Both of the Cleveland organizations above express interest in continued pursuit of that collaborative model. Artists Archives of the Western Reserve Executive Director Mindy Tousley—who happens to be from Buffalo—believes a triennial exchange is do-able for them. She emphasizes that it takes money—in the realm of $15,000 from each participating organization to produce an exhibition like Common Currents. And it also takes planning time. Common Currents was in development for three years before the exhibition happened. A member of AAWR’s Board who was key to making the exhibit happen, John A. Sargent, says leadership at the Burchfield Penney wants to collaborate along the same lines again. Both Sargent and Tousley expressed interest in adding cities to the collaboration.
The collaboration between moCa and Cincinnati’s Contemporary Arts Center suffered a blow when Christina Vassallo left Cincinnati for a new position back in Philadelphia. Nonetheless, moCa Executive Director Megan Lykins Reich says she “look[s] forward to exploring future opportunities with the new leadership [there] when the timing is right.” She also notes that “co-production allows us to share resources, expand access, and amplify awareness of exceptional artists and institutions.”
But moCa and AAWR are far from the only potential agents of such networking in Cleveland. The city is rich in this kind of capacity: capable institutions with interests that fit peer-to-peer collaboration well. In addition to those already named, Cleveland has a well-developed range of discipline-specific institutions like Zygote Press, the Morgan Conservatory, the Cleveland Print Room, and Praxis, which might find willing partners in other cities. Additional, capable contemporary art organizations include SPACES and the Sculpture Center. It has the Cleveland Institute of Art, and Kent State University’s enormous art department just a bit to the south.
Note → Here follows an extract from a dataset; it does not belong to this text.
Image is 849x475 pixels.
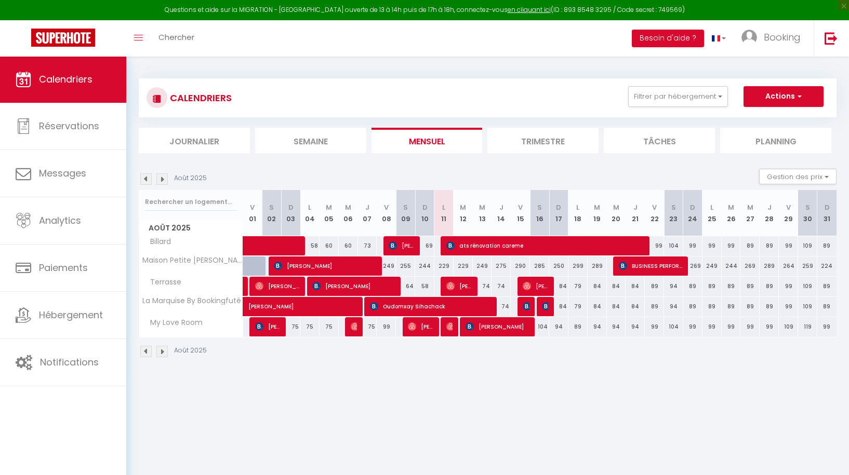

It is easy to argue that Cleveland makes an ideal hub for this vision. That far-from-exhaustive list of assets is Exhibit A. Besides its world-famous headline institutions, Cleveland has a deep bench of nonprofit art organizations that benefit from its historically generous philanthropic community. Most cities don’t have as much of that.
In addition, there is geography. Cleveland is in the center of that group of cities. Move to the west or south, and population centers significantly spread out. Move to the east, and the outsized coastal cities threaten with their hegemony.
Finally, there’s this: the Cleveland Museum of Art owns and operates Transformer Station, which through its history has been dedicated to contemporary art. In 2025 and 2026, it’s specifically been contemporary art of the region. Partners in programming have included the Cleveland Institute of Art, FRONT Triennial, and the Cleveland Print Room. In July, the Museum will open Lake Affect—its own regionally-focused show there, juried by a panel of the museum’s own curators, drawing on artists from the same seven-county geographic footprint as the older and much-vaunted May Show. Like the May Show of decades past did, the validation that comes with a nod from curators of the major museum—and presentation on its walls—is a significant boost to the region’s artists. It does, however, remain regional, and without significant promotion or other engagement is unlikely to inspire much interest beyond the seven counties it draws from. Intercity collaborations could do more than that.
The Museum has not yet articulated an ongoing vision for Transformer Station, and has not commented publicly on this vision. But could intentional programming there via contemporary, inter-city partnering organizations make Cleveland a hub for the Middle Art Powers of the Great Lakes?
As Canadian PM Carney said, “this is the task of the middle powers, the countries that have the most to lose from a world of fortresses and the most to gain from genuine co-operation.”